Night Time Story: The Postcard From a Ghost Town

On her twelfth birthday, Sadie received a strange postcard in the mail. The picture showed a bustling mining town nestled in mountains, with the words “Greetings from Silver Creek” printed in faded letters. The message on the back was brief: “Miss you. Come visit soon. –G”
The postmark was dated last week, but Sadie’s grandmother told her something impossible: “Silver Creek hasn’t existed for nearly seventy years. It was abandoned after the mines closed.”
Intrigued, Sadie searched online and found only brief mentions of Silver Creek as a ghost town, with ruins somewhere in the nearby mountains.
The postcard writer—G—had addressed Sadie specifically, yet she knew no one with that initial.
When a second postcard arrived a week later (“The festival is coming. You should see the decorations.”), Sadie convinced her parents to take a weekend trip to find the ruins.
The hiking trail to Silver Creek was overgrown, but as they rounded a bend, Sadie gasped.
Stone foundations, collapsed wooden structures, and an old water tower marked where the town once stood. Though clearly abandoned for decades, the place didn’t feel empty.
As Sadie explored, she found a half-buried sign for “Grayson’s General Store.” The name triggered recognition—her great-grandfather was named George Grayson.
According to family stories, he’d run a store before moving to the city during the Great Depression.
In what remained of the store, Sadie discovered a small, tarnished mailbox.
Inside was a stack of yellowed postcards—all identical to the ones she’d received, but never sent. Next to them lay a journal explaining everything.
Her great-grandfather had written the postcards to his daughter—Sadie’s grandmother—before the town’s evacuation was announced.
He’d never mailed them after the family’s hasty departure. His final entry expressed regret that his child would never see Silver Creek’s summer festival again or remember the town that had been their home.
Somehow, seventy years later, the postcards had found their way to Sadie, born on the same date as her grandmother.
Back home, Sadie showed everything to her grandmother, who cried as memories flooded back of a childhood she’d been too young to remember clearly.
Together, they created a scrapbook about Silver Creek, preserving the story of the forgotten town and the store owner who had wanted so badly for his family to remember their first home.
The postcards stopped coming after Sadie’s visit, but sometimes she would look at the originals and feel a connection to the great-grandfather she’d never met—and to the ghost town that, for a brief moment, had reached across time to be remembered once more.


Task directions =
Please transcribe the data that follows without the pictures, keeping every word the same.

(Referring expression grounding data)

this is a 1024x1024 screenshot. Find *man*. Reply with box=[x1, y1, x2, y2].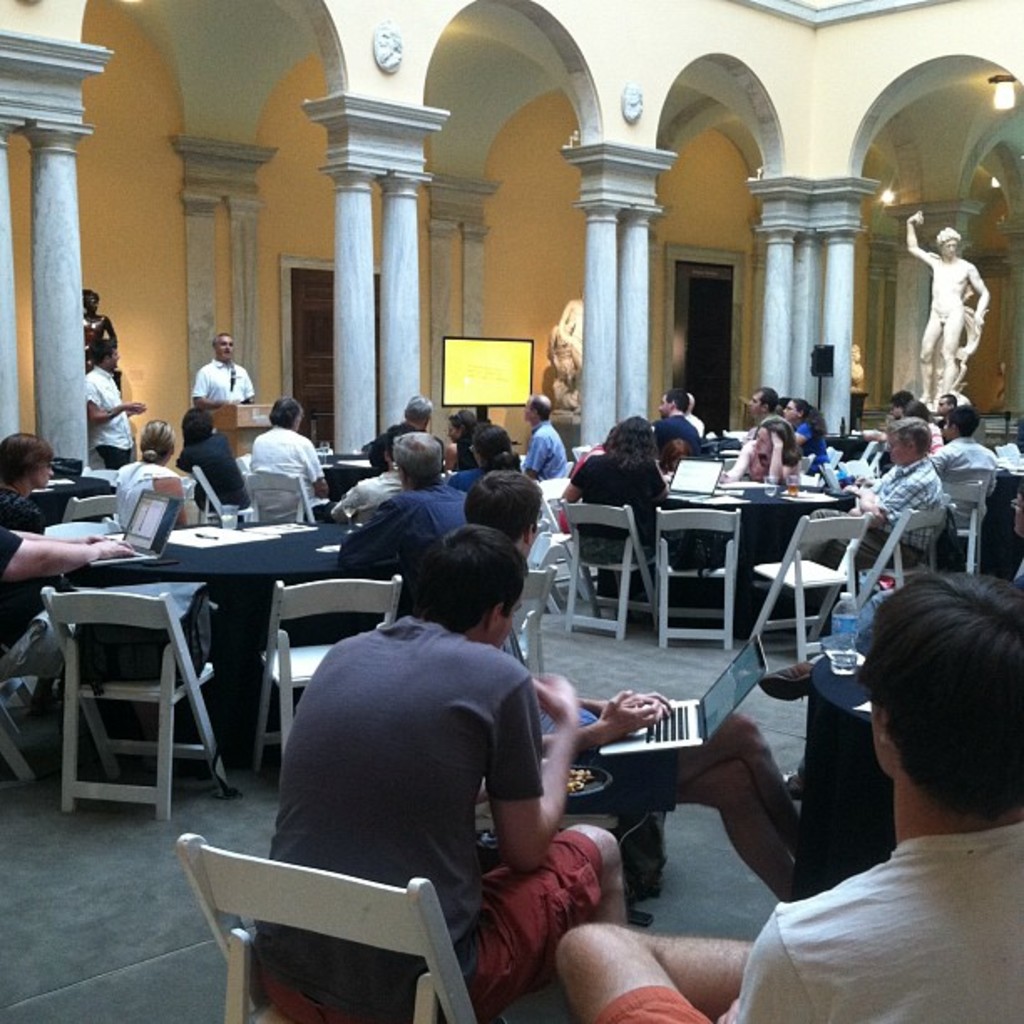
box=[0, 433, 57, 532].
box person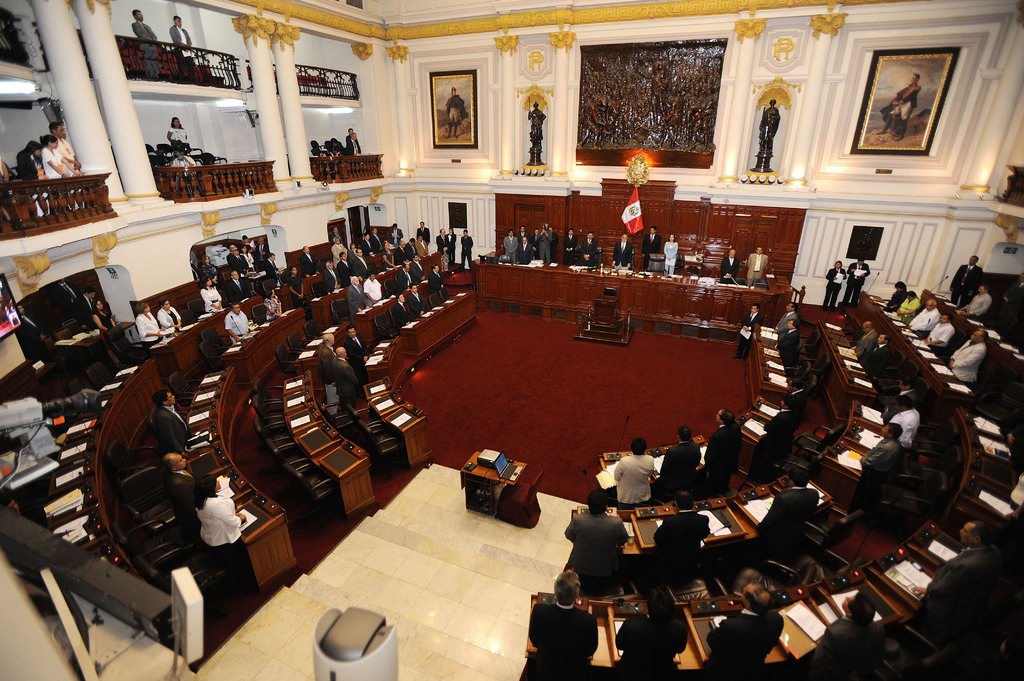
region(856, 422, 902, 509)
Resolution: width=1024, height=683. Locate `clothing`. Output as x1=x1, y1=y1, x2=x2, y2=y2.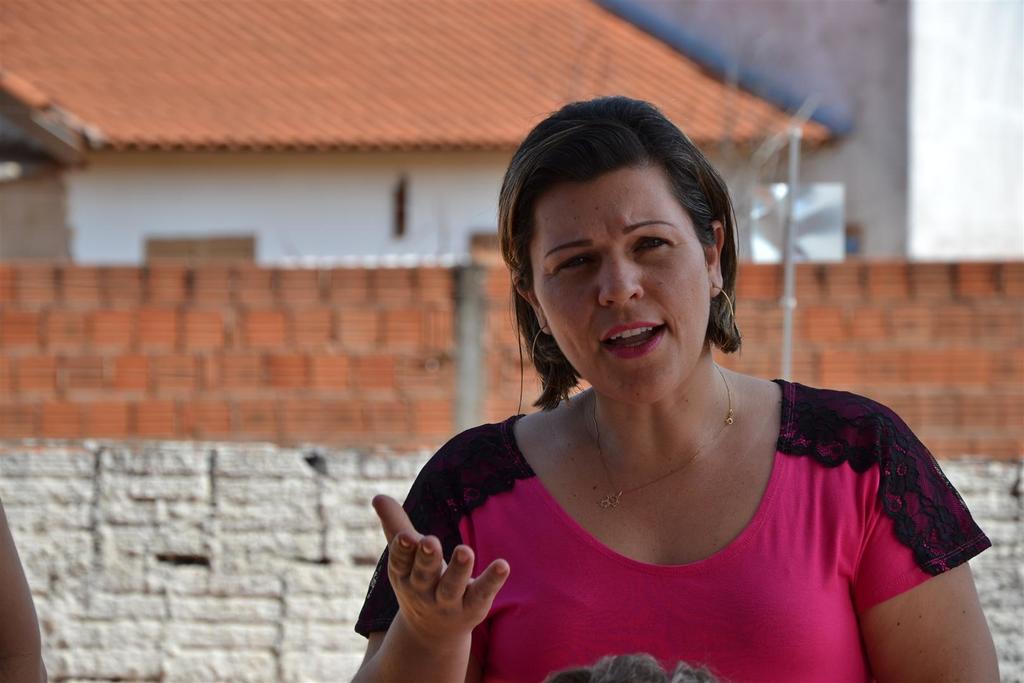
x1=396, y1=365, x2=966, y2=661.
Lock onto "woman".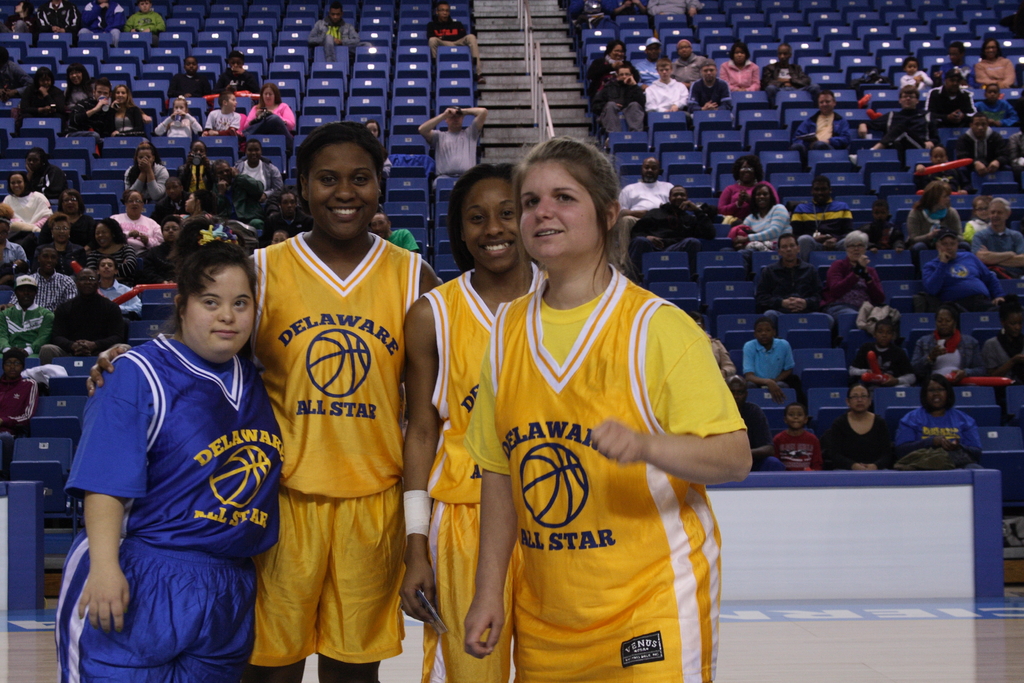
Locked: <bbox>125, 142, 173, 203</bbox>.
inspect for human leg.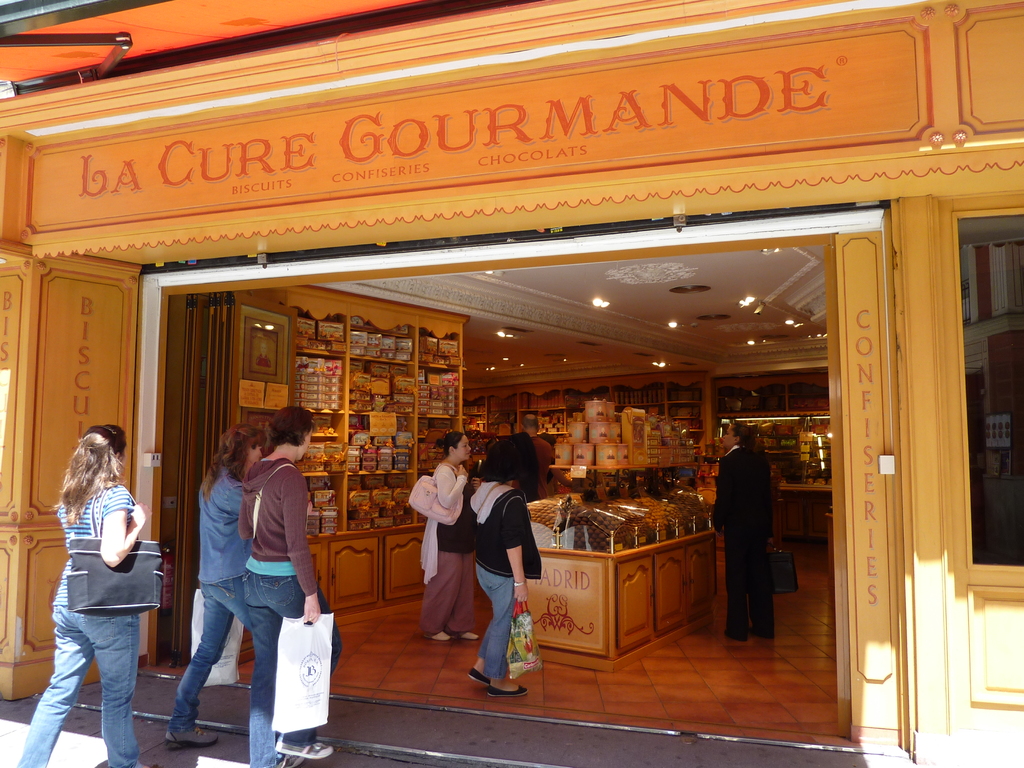
Inspection: [236,564,308,767].
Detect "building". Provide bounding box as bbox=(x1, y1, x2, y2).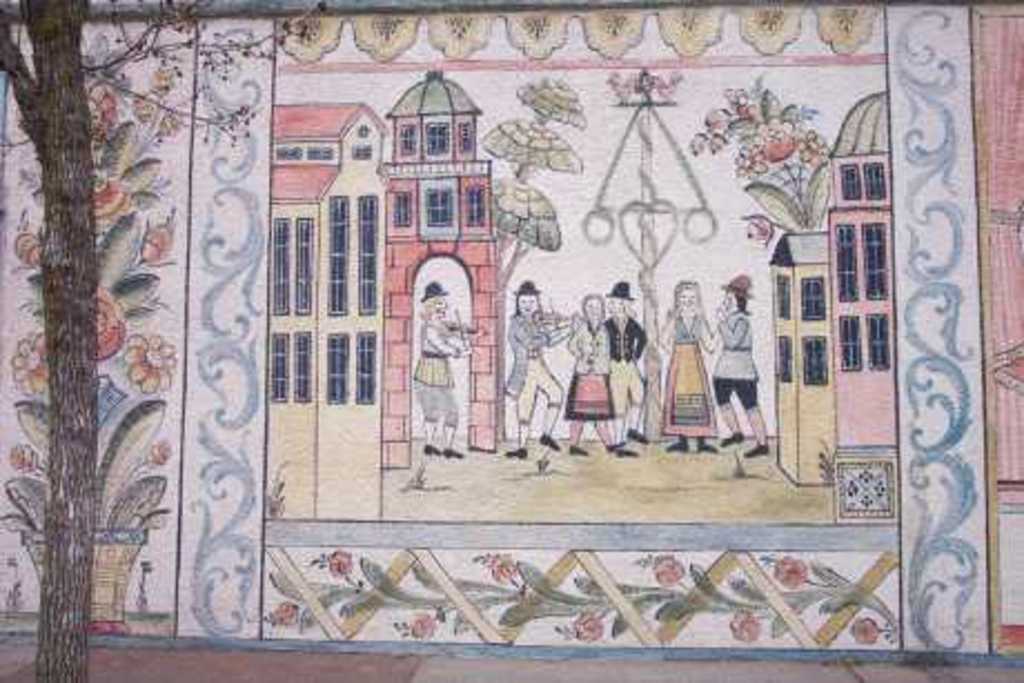
bbox=(263, 65, 501, 532).
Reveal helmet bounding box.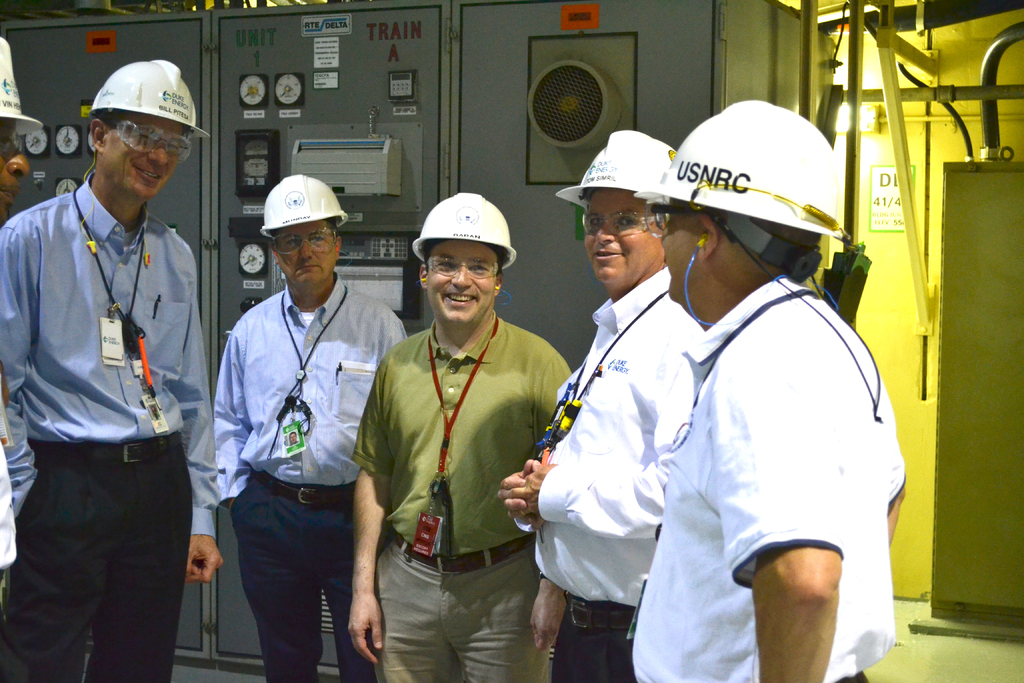
Revealed: x1=84, y1=63, x2=211, y2=142.
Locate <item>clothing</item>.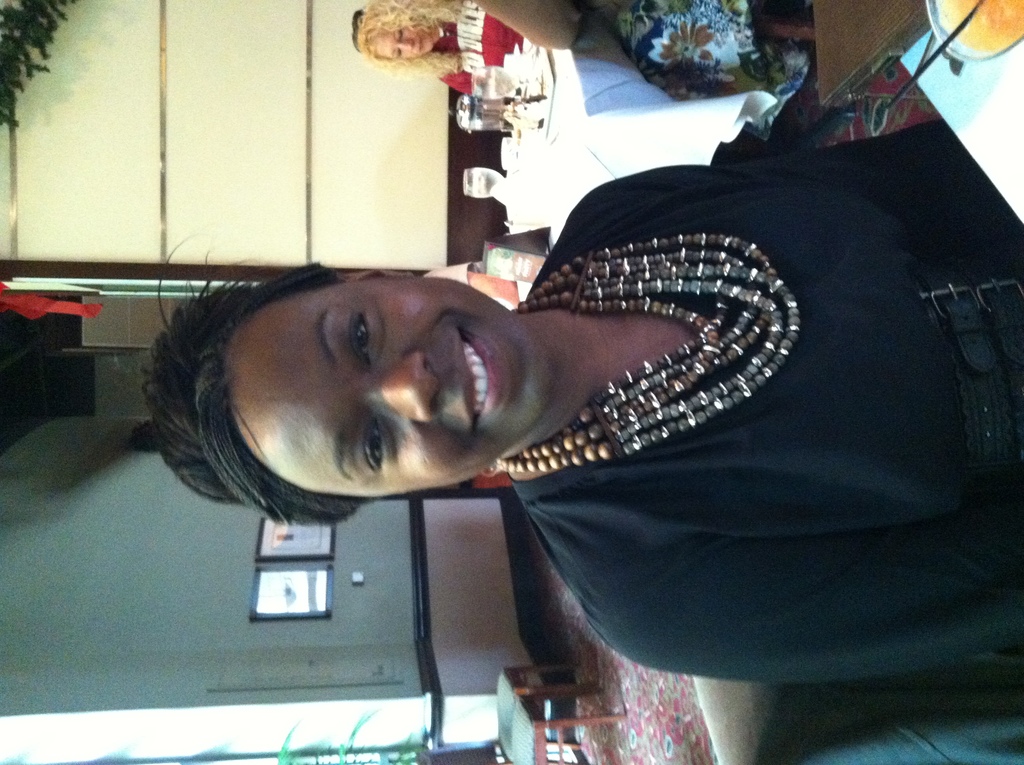
Bounding box: box(438, 0, 525, 92).
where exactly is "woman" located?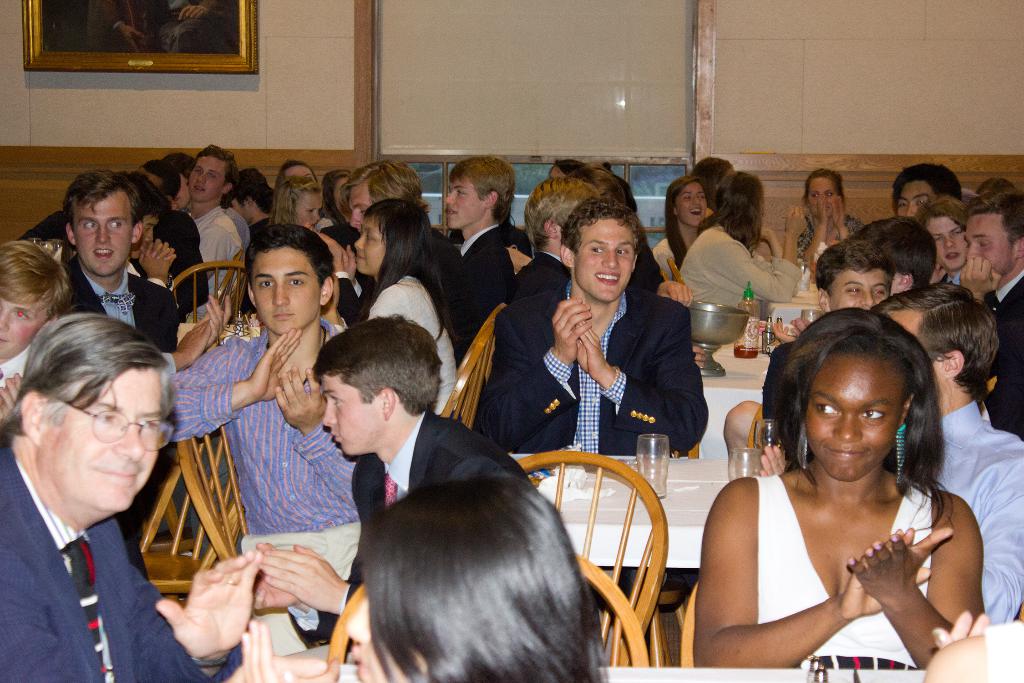
Its bounding box is bbox=(339, 470, 616, 682).
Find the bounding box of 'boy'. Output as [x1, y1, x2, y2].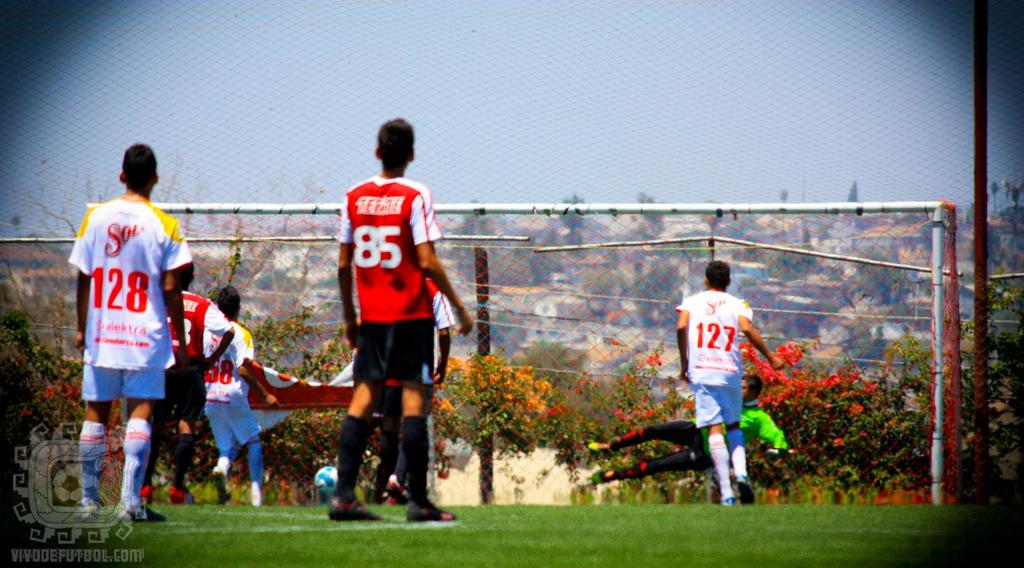
[204, 285, 285, 504].
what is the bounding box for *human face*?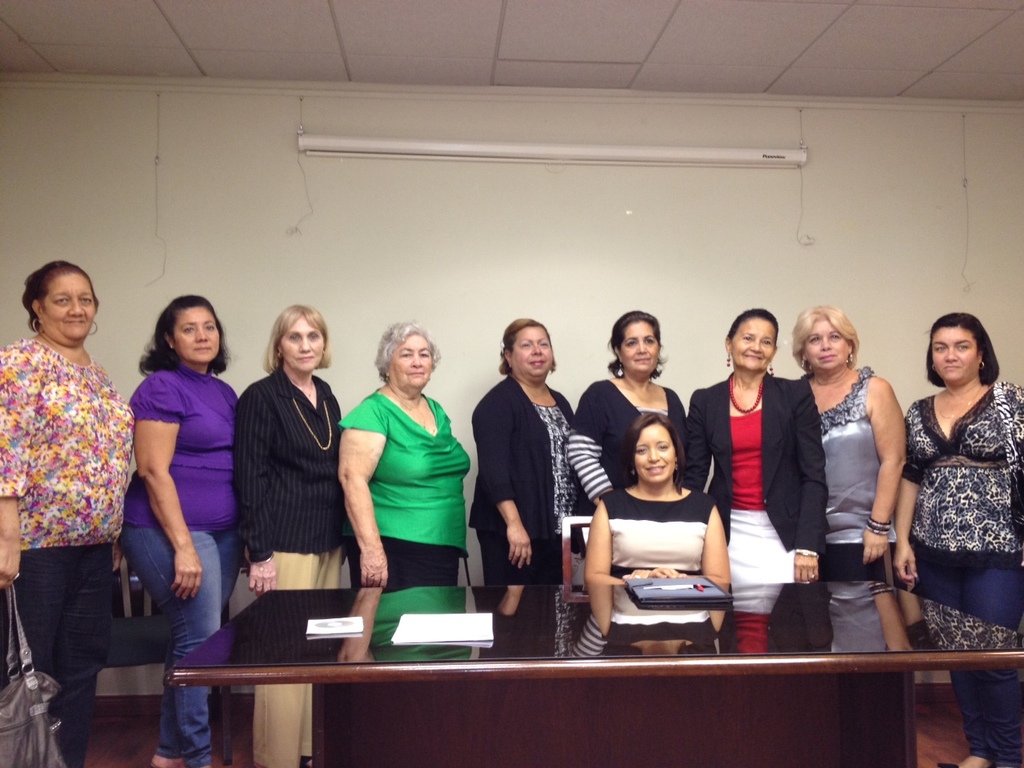
387/335/430/397.
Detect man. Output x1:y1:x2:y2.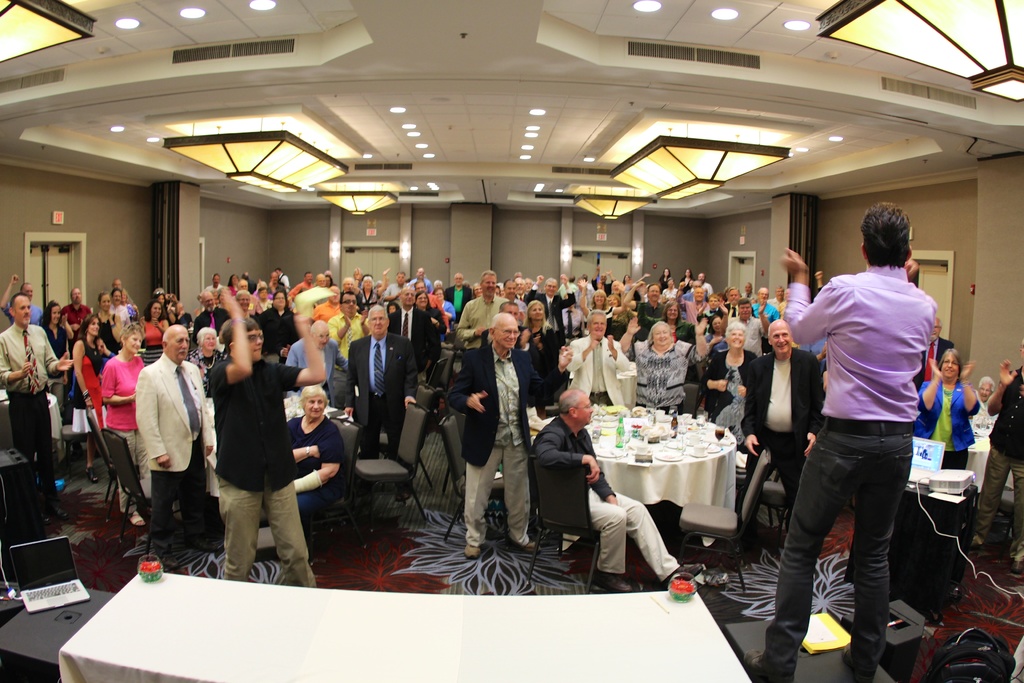
93:334:116:375.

The completed task =
this is a 1024x1024 screenshot. Find *man*. Reply with box=[x1, y1, x2, y2].
box=[0, 433, 57, 532].
box person
region(856, 422, 902, 509)
Resolution: width=1024, height=683. Locate `clothing`. Output as x1=x1, y1=y1, x2=x2, y2=y2.
x1=396, y1=365, x2=966, y2=661.
Lock onto "woman".
Locked: <bbox>125, 142, 173, 203</bbox>.
inspect for human leg.
Inspection: [236,564,308,767].
Detect "building". Provide bounding box as bbox=(x1, y1, x2, y2).
bbox=(263, 65, 501, 532).
Reveal helmet bounding box.
Revealed: x1=84, y1=63, x2=211, y2=142.
Locate <item>clothing</item>.
Bounding box: box(438, 0, 525, 92).
where exactly is "woman" located?
Its bounding box is bbox=(339, 470, 616, 682).
Find the bounding box of 'boy'. Output as [x1, y1, x2, y2].
[204, 285, 285, 504].
what is the bounding box for *human face*?
387/335/430/397.
Detect man. Output x1:y1:x2:y2.
93:334:116:375.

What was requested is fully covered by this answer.